Art Adams' Creature Features (1996)
|
Art Adams' Creature Features is a graphic novel published by Dark Horse in August 1996, collecting select monster-related comics illustrated by Arthur "Art" Adams. It includes the one-shot Creature from the Black Lagoon, two disconnected Godzilla stories, and two Monkeyman and O'Brien stories. All of these were previously published by Dark Horse with the exception of one of the Godzilla stories, "Trampling Tokyo," which was originally included in Caliber Press' Negative Burn #18. Though Godzilla's use in that story was likely unlicensed, as the Negative Burn issue included no accreditation to Toho, its republishing here by Dark Horse (who held the comic rights to Godzilla at the time) would seem to make it official retroactively.
Description
“
|
Godzilla may be King of Monsters, but Art Adams is the king of that giant lizard, and he proves it in this collection of Creature Features! Including such monster hits as Creature from the Black Lagoon, the Godzilla Color Special, a rare Monkeyman and O'Brien story titled "Trapped in the Lair of the Shrewmanoid," and "Trampling Tokyo" from the Alan Moore Songbook, Art Adams' Creature Features features all of your favorite creatures as seen through the eyes of one of your favorite comics artists! Though some of these stories originally appeared in black and white, every page of this 104-page collection is fully colored!
|
„
|
Contents
- Table of contents (p. 2)
- Introduction (p. 3) by Geofrey Darrow
- Creature from the Black Lagoon (p. 4)
- Godzilla Color Special (p. 53)
- "The Shocking Case of the Brief Journey" (p. 93)
- "Trapped in the Lair of the Shrewmanoid" (p. 97)
- "Trampling Tokyo" (p. 101)
Gallery
Trivia
- An unnamed dinosaur from "The Shocking Case of the Brief Journey" appears near-identical to Art Adams' depiction of Godzilla in "Trampling Tokyo."
- "Trapped in the Lair of the Shrewmanoid" features the titular Shrewmanoid, who was first mentioned in the Godzilla Color Special (albeit rendered "Shrew-Manoid").
- The first half of Geofrey Darrow's foreword relays a supposed conversation with Adams, over the course of which Darrow realizes that all of Adams' favorite people contain variations of "Adams" in their names. However, Adams makes several absurd claims, likely indicating that the conversation has been editorialized, is outright fictional, or was a joke played on Darrow. Adams claims that his sole reason for liking Godzilla is Nick Adams' role in Invasion of Astro-Monster; that the United Kingdom version of the film "contained three extra minutes of Nick Adams footage not contained in either the Japanese or American versions" that were preserved by the "H.M.S. Royal Nick Adams Society"; that it was rumored "a scene in which Nick Adams fights the controller of Planet X and wins in the western version and loses in the Japanese version has been recently restored and will be shown in a soon-to-be-released, road show edition" of the film; and that in the penciling stage of the Godzilla Color Special the role of Dr. Kazushi Kagaku was filled by a Nick Adams lookalike named "Glen", but Toho blocked this because it was planning a Sonny Chiba-directed Nick Adams biopic titled Screen Fighter.
- The statement about the Controller of Planet X winning or losing in different-region versions of Invasion of Astro-Monster is a play on the infamous rumor which posits that Godzilla wins in the Japanese version of King Kong vs. Godzilla, and King Kong wins in the U.S. version. Adams previously illustrated a portion of Dark Horse's 1993 comic Urban Legends #1 debunking this rumor. "Screen Fighter," meanwhile, is likely a reference to Street Fighter, as Sonny Chiba was a famed martial artist.
- Perhaps unintentionally, Adams also misreports Invasion of Astro-Monster's release year as 1966, and the name of Nick Adams' character is transcribed as "Glen" instead of "Glenn."
References
This is a list of references for Art Adams' Creature Features. These citations are used to identify the reliable sources on which this article is based. These references appear inside articles in the form of superscript numbers, which look like this: [1]
|
Comments
Showing 0 comments. When commenting, please remain respectful of other users, stay on topic, and avoid role-playing and excessive punctuation. Comments which violate these guidelines may be removed by administrators.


EXERCISE DESCRIPTION ->
Could you repeat the data word for word while skipping the pictures?

[Images for object localization]

++++

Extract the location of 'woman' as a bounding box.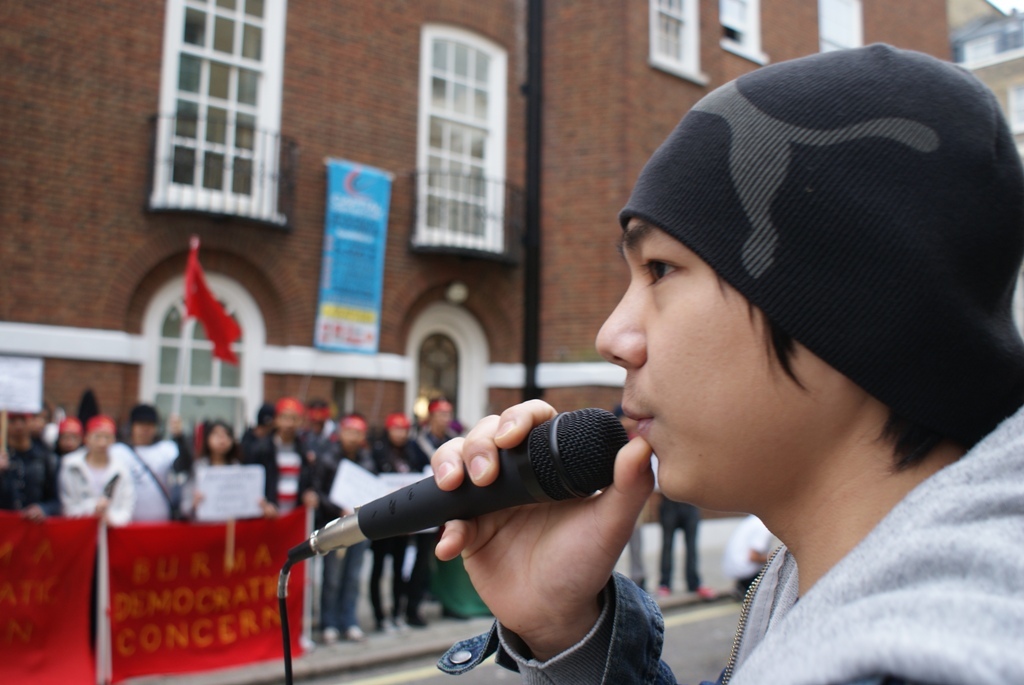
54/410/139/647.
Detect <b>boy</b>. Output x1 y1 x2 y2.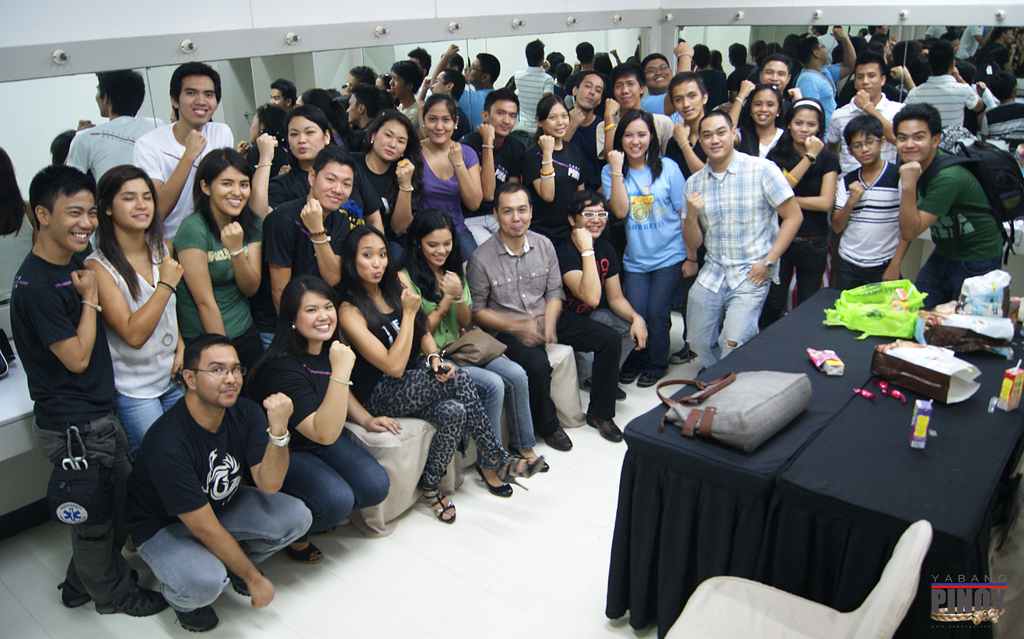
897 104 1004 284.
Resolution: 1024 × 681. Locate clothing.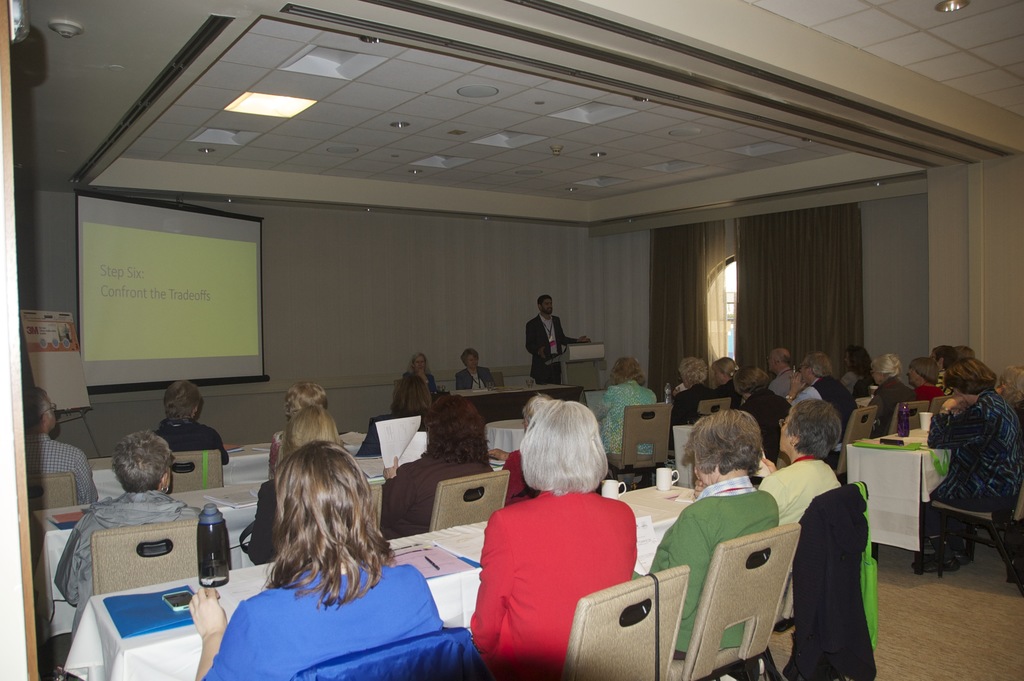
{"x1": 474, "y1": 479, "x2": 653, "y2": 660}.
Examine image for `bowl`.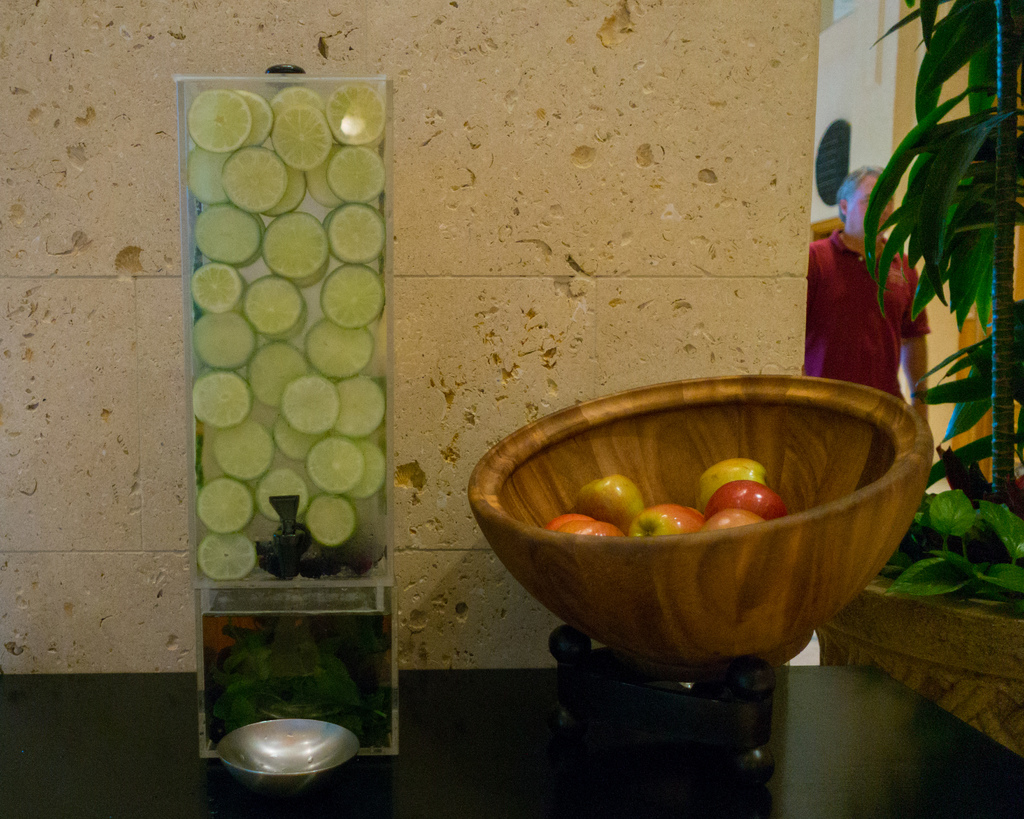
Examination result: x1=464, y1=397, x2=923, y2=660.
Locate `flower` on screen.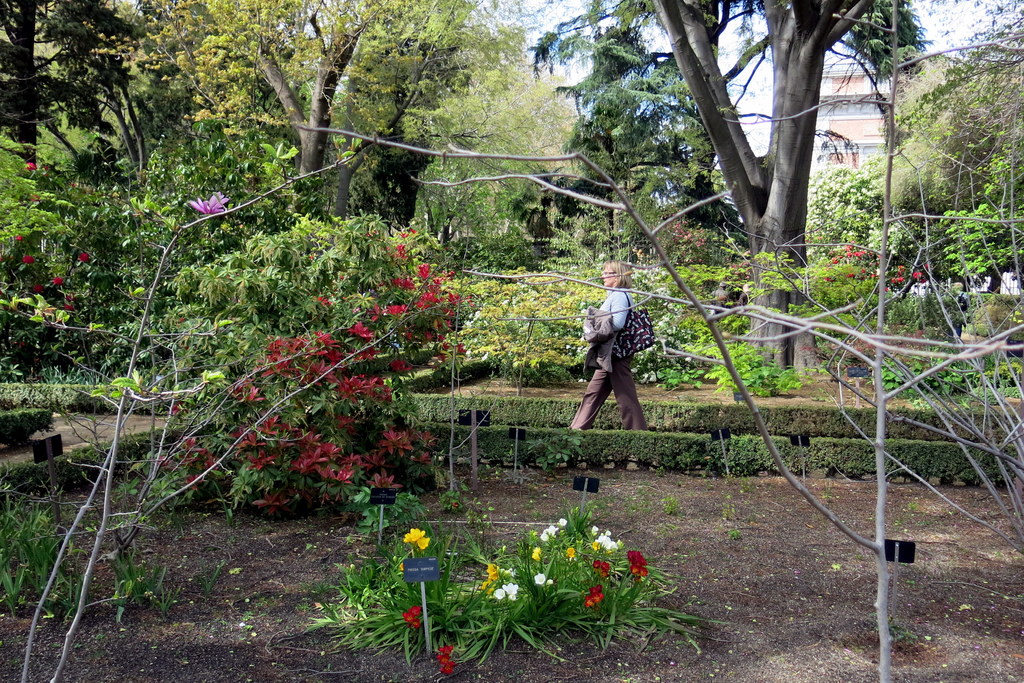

++++

RESULT BELOW ->
Extract the location of 'woman' as a bounding box.
54/410/139/647.
Detect <b>boy</b>. Output x1 y1 x2 y2.
897 104 1004 284.
Resolution: 1024 × 681. Locate clothing.
{"x1": 474, "y1": 479, "x2": 653, "y2": 660}.
Examine image for `bowl`.
Examination result: x1=464, y1=397, x2=923, y2=660.
Locate `flower` on screen.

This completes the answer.